Not obvious, but once you see it — you'll see it everywhere.
6. Stress-Test Terminal Value in M&A
In a purchase price allocation (PPA), patents often get the residual after working capital, tangibles, and customer relationships. What if the discount rate moves 100 bps? Because of that, run sensitivity analysis: What if the useful life is 2 years shorter? But that residual carries high risk. What if a key claim is invalidated? Now, if the goodwill impairment trigger moves from "unlikely" to "plausible" under reasonable downside scenarios, flag it in the integration memo. Boards hate surprises; CFOs hate restatements Not complicated — just consistent. Took long enough..
Conclusion
Patents sit at the intersection of law, strategy, and accounting — and that intersection is where value is either captured or leaked. Even so, the accounting rules (ASC 350, IAS 38) are rigid by design: they force discipline on assets that are inherently uncertain. Which means capitalize only what meets the threshold. Which means amortize over the economic life, not the legal maximum. Test for impairment when the business changes, not just when the calendar turns. Expense the maintenance, the defense, and the internal R&D without hesitation.

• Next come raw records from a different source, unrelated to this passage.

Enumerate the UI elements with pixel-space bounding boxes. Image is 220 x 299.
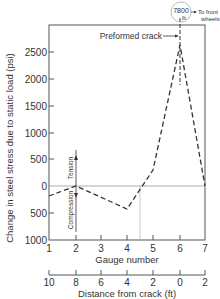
direction-label-2: wheels xyxy=(200,16,220,22)
x-tick-label: 1 xyxy=(46,243,52,254)
y-tick-label: 500 xyxy=(30,154,47,165)
distance-axis xyxy=(49,270,205,275)
compression-label: Compression xyxy=(67,190,75,229)
x-tick-label: 5 xyxy=(150,243,156,254)
arrow-icon xyxy=(175,35,179,38)
y-tick-label: 1500 xyxy=(25,101,48,112)
y-tick-label: 1000 xyxy=(25,235,48,246)
distance-axis-label: Distance from crack (ft) xyxy=(78,288,176,299)
x-tick-label: 7 xyxy=(202,243,208,254)
y-axis-label: Change in steel stress due to static loa… xyxy=(4,53,15,243)
preformed-crack-label: Preformed crack xyxy=(100,31,163,41)
x-tick-label: 4 xyxy=(124,243,130,254)
x-axis-label: Gauge number xyxy=(95,254,158,265)
distance-tick-label: 0 xyxy=(177,277,183,288)
x-tick-label: 6 xyxy=(177,243,183,254)
y-tick-label: 500 xyxy=(30,208,47,219)
y-tick-label: 2000 xyxy=(25,74,48,85)
x-tick-label: 3 xyxy=(98,243,104,254)
distance-tick-label: 8 xyxy=(73,277,79,288)
y-axis xyxy=(49,52,54,213)
distance-tick-label: 6 xyxy=(98,277,104,288)
distance-tick-label: 4 xyxy=(124,277,130,288)
tension-label: Tension xyxy=(67,156,74,179)
distance-tick-label: 2 xyxy=(202,277,208,288)
stress-series-line xyxy=(49,45,205,209)
distance-tick-label: 10 xyxy=(43,277,55,288)
x-axis xyxy=(76,235,180,240)
y-tick-label: 2500 xyxy=(25,47,48,58)
y-tick-label: 1000 xyxy=(25,128,48,139)
load-unit: lb xyxy=(182,15,186,21)
chart: 2500 2000 1500 1000 500 0 500 1000 Chang… xyxy=(0,0,220,299)
load-value: 7800 xyxy=(173,7,189,14)
arrow-icon xyxy=(194,11,197,13)
direction-label: To front xyxy=(198,9,218,15)
tension-compression-indicator xyxy=(74,150,78,232)
x-tick-label: 2 xyxy=(73,243,79,254)
distance-tick-label: 2 xyxy=(150,277,156,288)
y-tick-label: 0 xyxy=(41,181,47,192)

The companies that treat patent accounting as a compliance checkbox end up with bloated balance sheets, volatile earnings, and awkward auditor letters. The ones that build registers, document assumptions, align expense with economics, and bridge book-to-tax early turn IP accounting into a strategic lens — one that tells the CFO, the board, and the market exactly what the portfolio is worth, how long it will pay, and when the risk arrives.
A patent is a wasting asset with a legal shield. Account for it that way.